VistaQualityTools: The Image and Video Quality Toolbox based on Vision Models

Contributors:

  • Image: J. Malo, V. Laparra, J. Muñoz, I. Epifanio, A.M. Pons, M. Martinez and E. Simoncelli
  • Video: J. Malo, J. Gutiérrez and A.B. Watson

The image distortion measures in VistaQualityTools are based on distances between the original and the distorted scenes in the visual response domain. Therefore, they rely on the cortical descriptions in VistaModels, including metrics based on (a) normalized DCTs, (b) normalized orthonormal wavelets, and (c) multi-layer models with normalized overcomplete wavelets. All these measures substantially overperform the widely acclaimed SSIM.

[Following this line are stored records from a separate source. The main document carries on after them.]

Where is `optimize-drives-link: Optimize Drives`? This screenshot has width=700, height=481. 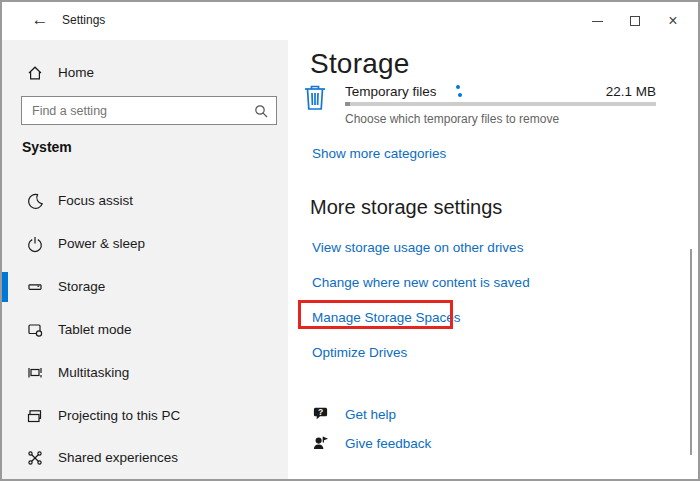 optimize-drives-link: Optimize Drives is located at coordinates (360, 352). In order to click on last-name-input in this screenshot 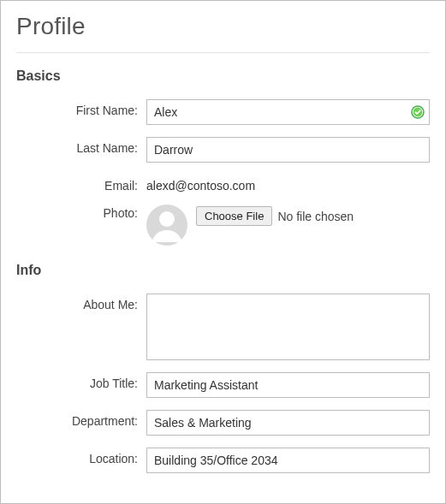, I will do `click(288, 150)`.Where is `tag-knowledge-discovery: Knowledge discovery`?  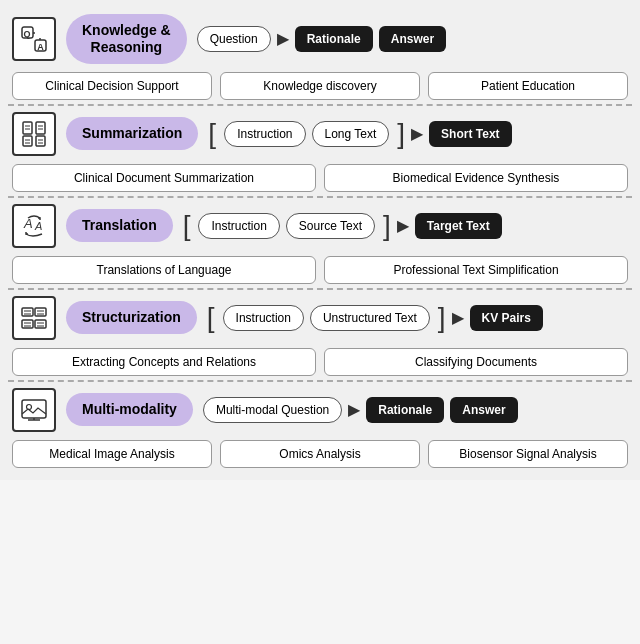
tag-knowledge-discovery: Knowledge discovery is located at coordinates (320, 86).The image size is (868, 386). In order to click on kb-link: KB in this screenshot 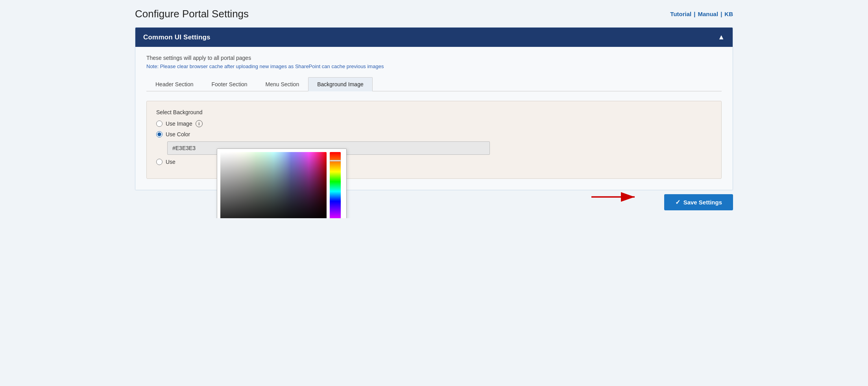, I will do `click(729, 14)`.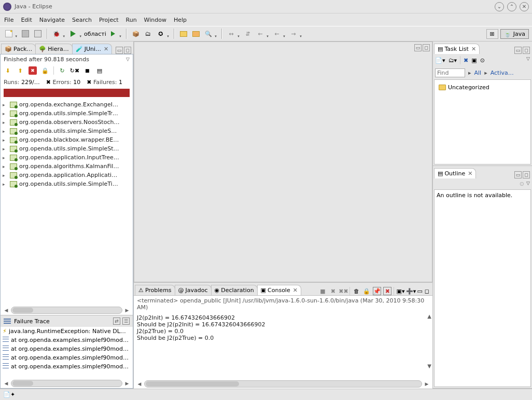 This screenshot has width=532, height=400. What do you see at coordinates (333, 291) in the screenshot?
I see `remove-launch-button: ✖` at bounding box center [333, 291].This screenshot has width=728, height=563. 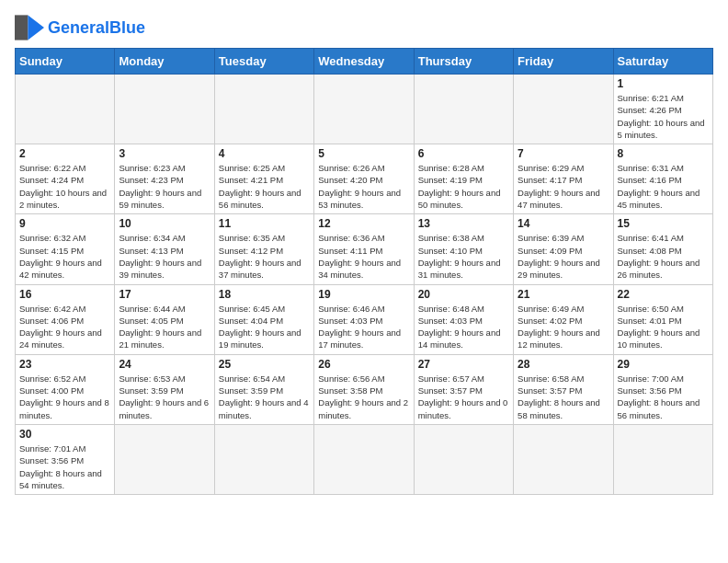 I want to click on week-row-6: 30Sunrise: 7:01 AM Sunset: 3:56 PM Dayli…, so click(x=364, y=459).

Our video quality measure developed at the NASA Ames Research Center is based on the same visual response principle. It achieved the 2nd best performance in the VQEG evaluation phase II.

Table of contents

(A) Image Quality Metrics

The distortion metrics in VistaQualityTools rely on the three cortical models we have developed over the years (a) DCT transform and Divisive Normalization [IVC 1997, Displays 00, Patt.Rec.03, IEEE Trans.Im.Proc. 06], (b) Orthonormal Wavelets and Divisive Normalization [JOSA A 10, Neur.Comp. 10], and (c) Cascades of linear transforms and nonlinear saturations [PLoS 18, Front. Neurosci. 18].

Performance in subjectively rated-databases

Saturation of the distortion and perceptual differences in constant-MSE series

Models and Distortion measures

1995 - 2008: Metric based on linear opponent channels, local-DCT and Div. Norm.

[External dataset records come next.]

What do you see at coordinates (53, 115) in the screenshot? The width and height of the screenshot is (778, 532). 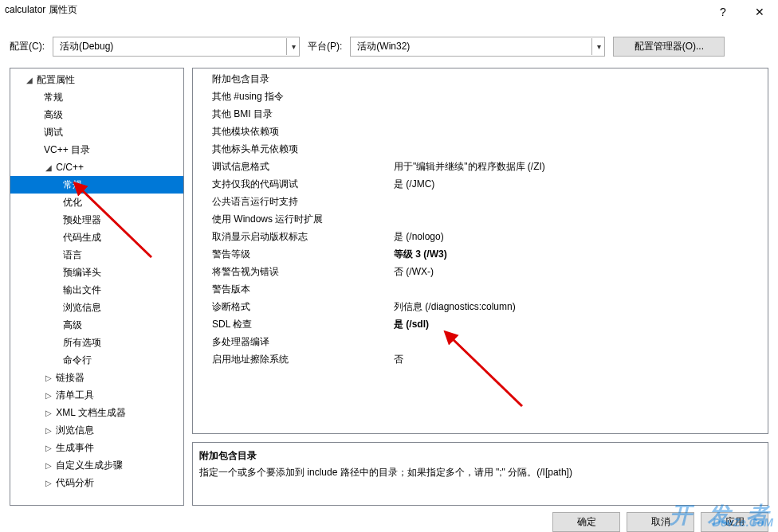 I see `tree-item-label: 高级` at bounding box center [53, 115].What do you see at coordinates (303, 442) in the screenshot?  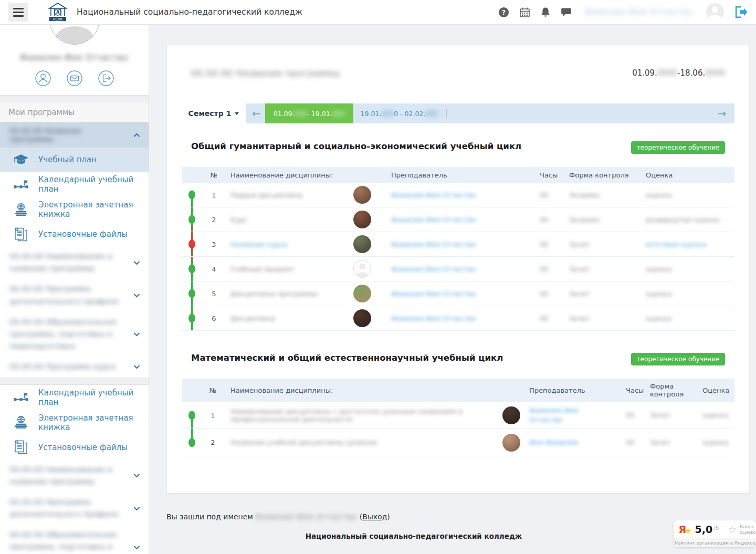 I see `discipline-name-text: Название учебной дисциплины целиком` at bounding box center [303, 442].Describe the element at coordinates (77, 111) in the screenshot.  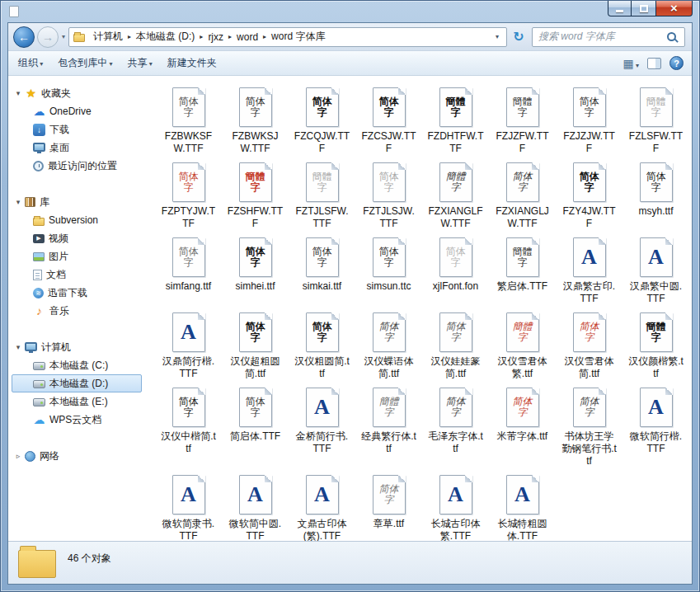
I see `sidebar-item: OneDrive` at that location.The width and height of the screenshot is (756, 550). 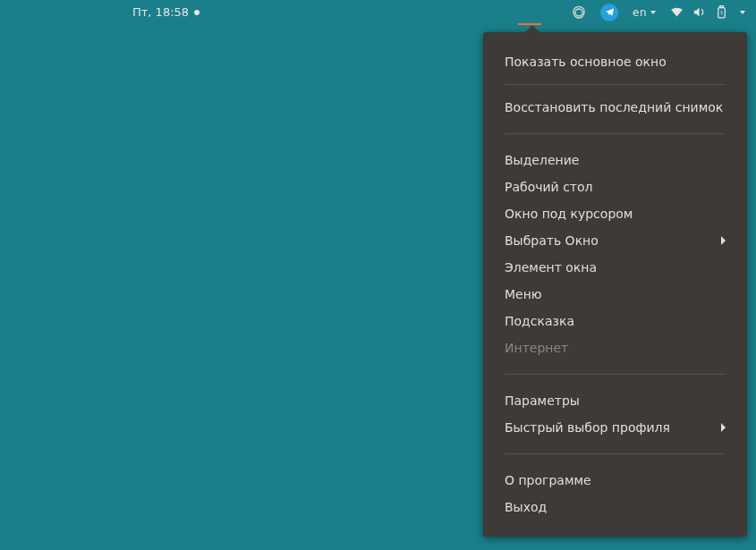 I want to click on lang-label: en, so click(x=640, y=13).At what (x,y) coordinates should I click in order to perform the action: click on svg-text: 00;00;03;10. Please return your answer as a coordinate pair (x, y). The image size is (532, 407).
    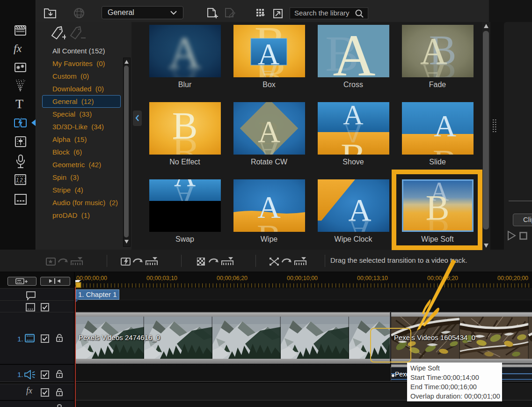
    Looking at the image, I should click on (162, 278).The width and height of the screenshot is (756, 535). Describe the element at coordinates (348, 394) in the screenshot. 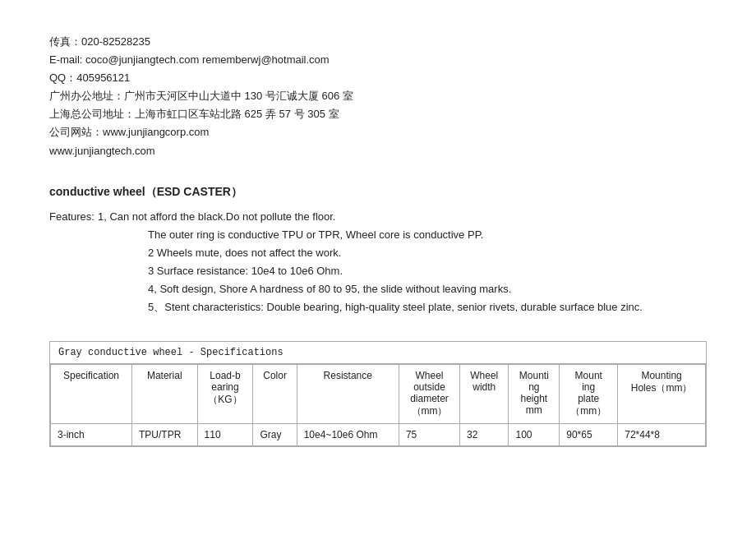

I see `col-resistance: Resistance` at that location.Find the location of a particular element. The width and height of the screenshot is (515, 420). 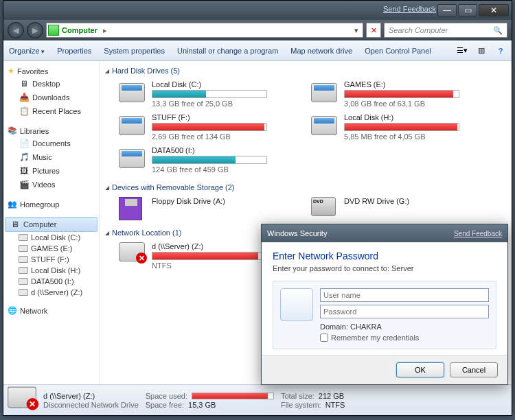

navbar: ◀ ▶ Computer ▸ ▾ ✕ Search Computer 🔍 is located at coordinates (258, 30).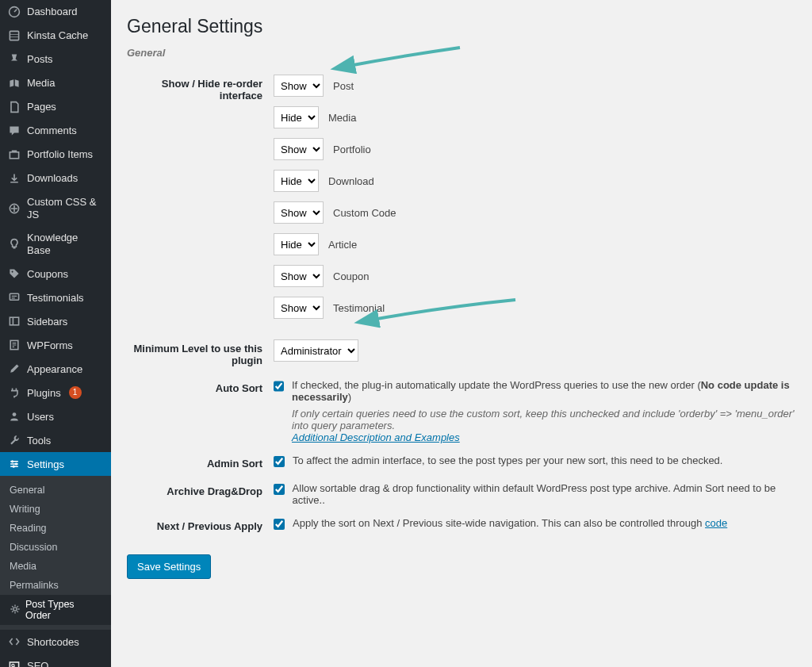 Image resolution: width=812 pixels, height=667 pixels. I want to click on auto-sort-more-link: Additional Description and Examples, so click(376, 438).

This metric is based on an invertible representation originally tuned to reproduce contrast response curves [Pons PhD Thesis, 1997]. It was applied to reproduce subjective distortion opinion [Im.Vis.Comp.97, Displays99] and to improve the perceptual quality of JPEG and MPEG through (a) transform coding of the achromatic channel [Eletr.Lett95, Eletr.Lett99, Im.Vis.Comp.00 Patt.Recog.03, IEEE TNN 05, IEEE TIP 06a, IEEE TIP 06b, JMLR08], (b) the color channels [RPSP12], and (c) by improving the motion estimation [LNCS97, Eletr.Lett98, Eletr.Lett00a, Eletr.Lett00b, IEEE TIP 01].

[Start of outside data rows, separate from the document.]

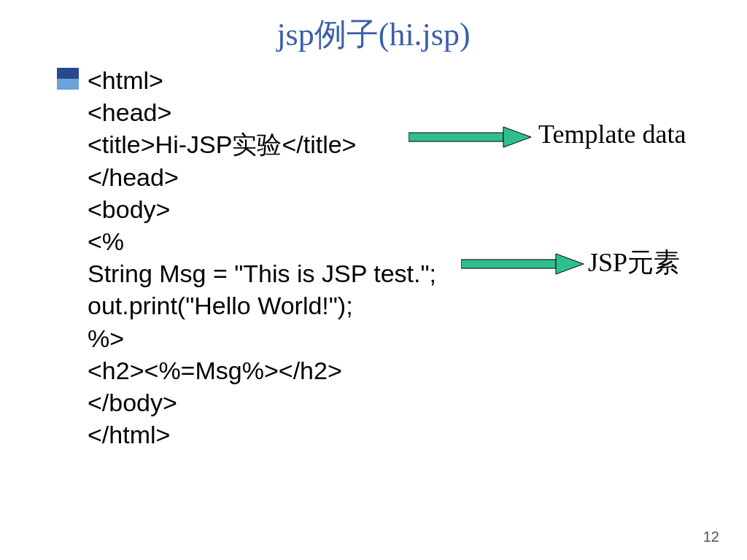 The height and width of the screenshot is (560, 747). I want to click on code-line: </head>, so click(133, 177).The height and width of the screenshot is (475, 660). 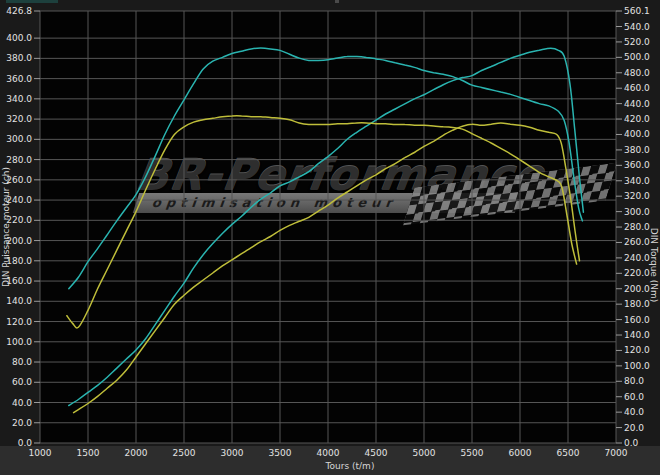 What do you see at coordinates (19, 301) in the screenshot?
I see `left-axis-tick-label: 140.0` at bounding box center [19, 301]. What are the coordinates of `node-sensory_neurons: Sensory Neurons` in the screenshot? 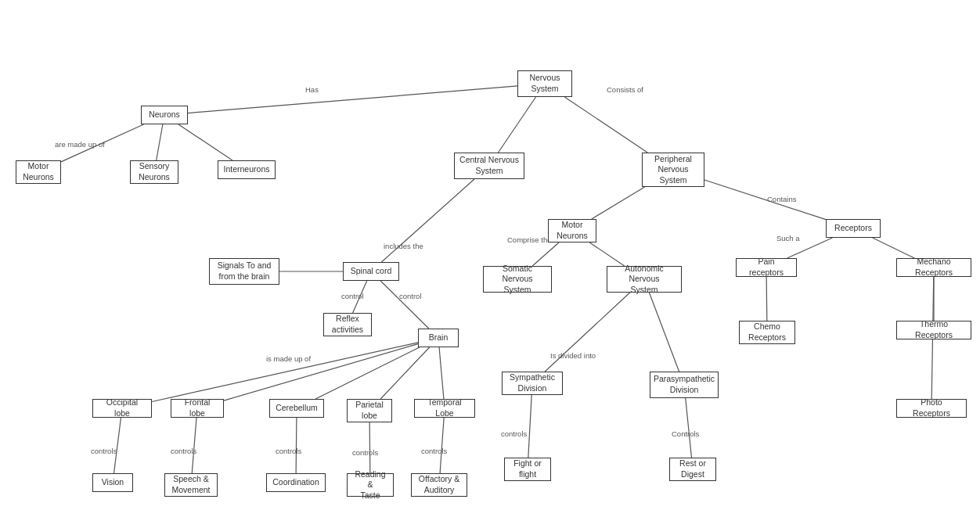 It's located at (154, 172). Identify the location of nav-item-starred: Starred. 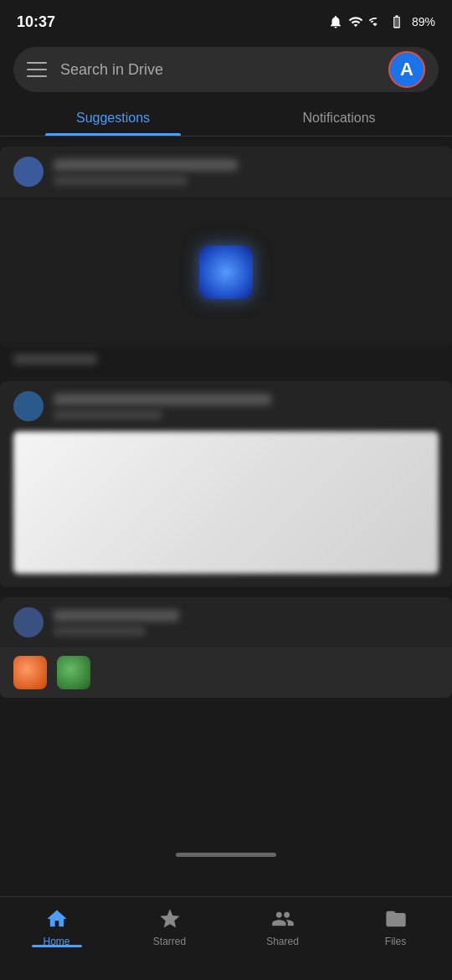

2009 - 2010: Metric based on linear opponent channels, Orthogonal Wavelets and Div. Norm.

In this metric the parameters of the divisive normalization (linear weights, interaction kernel, semisaturation, excitation and summation exponents) were fitted to reproduce subjective image distortion opinion [JOSA A 10] following exhaustive grid search as in [IEEE ICIP 02]. This model (which relies on the orthogonal wavelets of the MatlabPyrTools) was found to have excellent redundancy reduction properties [LNCS10, Neur.Comp.10].

2013 - 2018: Metric based on a Multi-Layer network with nonlinear opponent channels, Overcomplete Wavelets and Div. Norm.

This metric is based on a multi-layer model (or biologically-plausible deep network) that performs the a chain of perceptually meaningful operations: nonlinear opponent chromatic channels, contrast computation, frequency selectivity and energy masking, and wavelet analysis + cross-subband masking [PLoS 18].

The parameters of the different layers were fitted in different ways: while the 2nd and 3rd layers (contrast and CSF+masking) were determined using MAximum Differentiation [Malo and Simoncelli SPIE.13], layers 1st and 4th (chromatic front-end and wavelet layer) were fitted to reproduce subjective image distortion data [PLoS 18, Front. Neurosci. 18a, Front. Neurosci. 18b].

(B) Video Quality Measure

Our distortion metric is based on weighting the contrast difference between the original and the distorted sequences. This adaptive weighting boosts perceptually visible features and attenuates negligible features. Once the background has been taken into account to consider masking, we compute the energy of the weighted difference using non-quadratic exponents. The parameters of these elements (widths of the filters and the masking kernels, summation exponents) were fitted to maximize the correlation with the subjective opinion. Then, we played with different versions of the model by considering subsets of the elements. We found that masking is as important as the CSF in reproducing the opinion of the observers [IEEE ICIP 02].

Download the Toolbox!: video_metric_sso.zip (34kB)

Performance of the different versions of the vision model as a function of its elements in terms of regression error. SSO stands for the CSF of the Standard Spatial Observer, m stands for masking, t stands for temporal filtering, p stands for post-summaton temporal filtering, and h stands for field doubling compensation.